Muizelaar JP, Kleyer M, Hertogs IA, DeLange DC.

Department of Neurosurgery, University of California, Davis, Sacramento 95817, USA.

Complex Regional Pain Syndrome (CRPS) is the new name for entities formerly known mostly as Reflex Sympathetic Dystrophy and Causalgia. Treatment of CRPS with either the calcium channel blocker nifedipine or the alpha-sympathetic blocker phenoxybenzamine was assessed in 59 patients, 12 with early stages of CRPS, 47 with chronic stage CRPS. In the early stage CRPS patients, 3 of 5 were cured with nifedipine and 8 of 9 (2 of whom had earlier received nifedipine) with phenoxybenzamine, for a cure rate of 92% (11 out of 12). In the chronic stage CRPS patients, 10 of 30 were cured with nifedipine; phenoxybenzamine cured 7 of 17 patients when administered as a first choice and another 2 of 7 patients who received nifedipine earlier, for a total late stage success rate of 40% (19 out of 47). The most common side effects necessitating discontinuing the drug were headaches for nifedipine and orthostatic dizziness, nausea and diarrhoea for phenoxybenzamine. All male patients on phenoxybenzamine experienced impotence, but this did not lead to discontinuing this agent and immediately disappeared after stopping the drug. These results once again stress the importance of early recognition of CRPS, and treatment with either of these drugs could be considered as a first choice for early CRPS, especially because in this series this treatment was not combined with physical therapy making it very cost-effective.

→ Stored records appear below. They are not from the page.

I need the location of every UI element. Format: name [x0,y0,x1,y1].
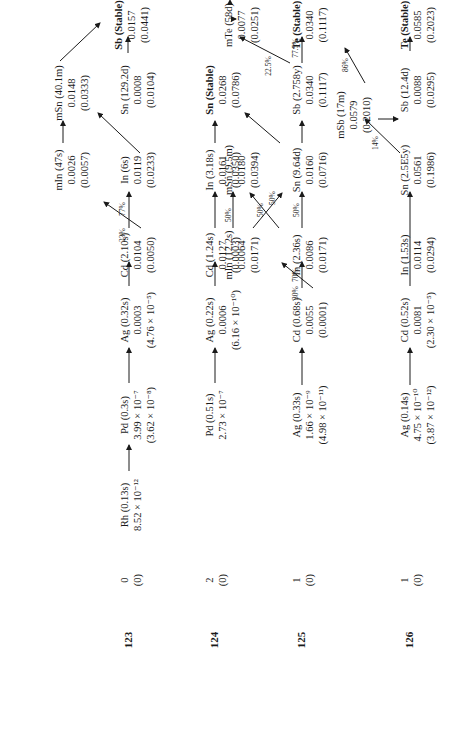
side-values-123: 0 (0) [118,574,144,586]
isotope-name: Sn (Stable) [203,65,216,114]
decay-chain-diagram: 123 0 (0) Rh (0.13s) 8.52 × 10⁻¹² Pd (0.… [0,0,473,733]
yield-value: 0.0055 [303,298,316,342]
yield-value-alt: (0.0251) [248,3,261,47]
yield-value-alt: (3.87 × 10⁻¹²) [424,386,437,445]
node-msn125: mSn (9.5m) 0.0180 (0.0394) [222,145,261,195]
yield-value-alt: (0.0295) [424,68,437,112]
isotope-name: Ag (0.33s) [290,386,303,445]
branch-label: 50% [268,191,277,205]
node-ag126: Ag (0.14s) 4.75 × 10⁻¹⁰ (3.87 × 10⁻¹²) [398,386,437,445]
node-rh123: Rh (0.13s) 8.52 × 10⁻¹² [118,479,144,531]
yield-value: 0.0160 [303,148,316,192]
node-sn126: Sn (2.5E5y) 0.0561 (0.1986) [398,145,437,196]
mass-number-124: 124 [208,632,220,649]
branch-label: 23% [118,228,127,242]
isotope-name: Pd (0.51s) [203,390,216,439]
isotope-name: Sn (2.5E5y) [398,145,411,196]
branch-label: 50% [292,203,301,217]
node-sn124: Sn (Stable) 0.0268 (0.0786) [203,65,242,114]
node-in123: In (6s) 0.0119 (0.0233) [118,152,157,188]
isotope-name: In (6s) [118,152,131,188]
yield-value-alt: (0.2023) [424,1,437,49]
yield-value: 8.52 × 10⁻¹² [131,479,144,531]
isotope-name: mIn (12.2s) [222,231,235,280]
yield-value-alt: (0.0394) [248,145,261,195]
isotope-name: Rh (0.13s) [118,479,131,531]
branch-label: 70% [291,268,300,282]
yield-value-alt: (0.0233) [144,152,157,188]
isotope-name: Sb (Stable) [112,0,125,49]
yield-value: 0.0077 [235,3,248,47]
yield-value: 0.0088 [411,68,424,112]
isotope-name: Cd (0.52s) [398,292,411,348]
branch-label: 30% [291,286,300,300]
isotope-name: In (1.53s) [398,235,411,276]
isotope-name: mSn (40.1m) [52,65,65,120]
yield-value: 2.73 × 10⁻⁷ [216,390,229,439]
node-sb123: Sb (Stable) 0.0157 (0.0441) [112,0,151,49]
isotope-name: Cd (0.68s) [290,298,303,342]
node-ag125: Ag (0.33s) 1.66 × 10⁻⁹ (4.98 × 10⁻¹¹) [290,386,329,445]
node-sn125: Sn (9.64d) 0.0160 (0.0716) [290,148,329,192]
node-sb125: Sb (2.758y) 0.0340 (0.1117) [290,65,329,115]
yield-value: 0.0340 [303,65,316,115]
branch-label: 77.5% [291,38,300,57]
yield-value-alt: (0.0171) [316,235,329,276]
yield-value: 0.0104 [131,233,144,277]
yield-value: 0.0585 [411,1,424,49]
yield-value: 0.0119 [131,152,144,188]
side-value: 1 [398,574,411,586]
isotope-name: In (3.18s) [203,150,216,191]
isotope-name: Ag (0.14s) [398,386,411,445]
yield-value-alt: (0.0104) [144,65,157,115]
isotope-name: mIn (47s) [52,149,65,190]
yield-value: 0.0003 [131,292,144,348]
yield-value-alt: (2.30 × 10⁻⁵) [424,292,437,348]
node-sb126: Sb (12.4d) 0.0088 (0.0295) [398,68,437,112]
side-value: 1 [290,574,303,586]
node-in126: In (1.53s) 0.0114 (0.0294) [398,235,437,276]
yield-value-alt: (6.16 × 10⁻¹⁰) [229,290,242,350]
mass-number-123: 123 [122,632,134,649]
yield-value-alt: (0.0057) [78,149,91,190]
branch-label: 22.5% [264,56,273,75]
node-te126: Te (Stable) 0.0585 (0.2023) [398,1,437,49]
yield-value-alt: (0.2010) [360,91,373,139]
branch-label: 50% [224,208,233,222]
yield-value-alt: (3.62 × 10⁻⁸) [144,387,157,443]
side-value: 0 [118,574,131,586]
yield-value-alt: (0.0050) [144,233,157,277]
node-cd126: Cd (0.52s) 0.0081 (2.30 × 10⁻⁵) [398,292,437,348]
mass-number-126: 126 [403,632,415,649]
yield-value-alt: (0.0333) [78,65,91,120]
node-msb126: mSb (17m) 0.0579 (0.2010) [334,91,373,139]
yield-value: 0.0114 [411,235,424,276]
yield-value: 0.0008 [131,65,144,115]
yield-value: 1.66 × 10⁻⁹ [303,386,316,445]
side-value: (0) [303,574,316,586]
branch-label: 50% [256,203,265,217]
yield-value: 0.0268 [216,65,229,114]
yield-value-alt: (4.76 × 10⁻⁵) [144,292,157,348]
yield-value-alt: (0.1117) [316,1,329,49]
branch-label: 14% [371,136,380,150]
node-ag124: Ag (0.22s) 0.0006 (6.16 × 10⁻¹⁰) [203,290,242,350]
yield-value: 0.0006 [216,290,229,350]
side-value: 2 [203,574,216,586]
yield-value: 0.0026 [65,149,78,190]
node-min123: mIn (47s) 0.0026 (0.0057) [52,149,91,190]
yield-value: 0.0148 [65,65,78,120]
yield-value-alt: (0.0441) [138,0,151,49]
isotope-name: Sb (2.758y) [290,65,303,115]
yield-value-alt: (0.0001) [316,298,329,342]
isotope-name: mSn (9.5m) [222,145,235,195]
side-values-125: 1 (0) [290,574,316,586]
isotope-name: Ag (0.32s) [118,292,131,348]
node-ag123: Ag (0.32s) 0.0003 (4.76 × 10⁻⁵) [118,292,157,348]
yield-value-alt: (0.0786) [229,65,242,114]
yield-value-alt: (0.1986) [424,145,437,196]
side-value: (0) [411,574,424,586]
yield-value: 0.0180 [235,145,248,195]
yield-value: 0.0340 [303,1,316,49]
isotope-name: Sn (9.64d) [290,148,303,192]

In the chronic stage of CRPS, treatment with these drugs was much less successful (40%), even though it was always combined with physical therapy, but it can still be considered, either as a first choice or when other types of treatment have failed.

PMID: 9107464 [PubMed - indexed for MEDLINE]
from http://www.ncbi.nlm.nih.gov/pubmed/9...ubmed_RVDocSum

Of course, the trick here is for accurate early diagnosis!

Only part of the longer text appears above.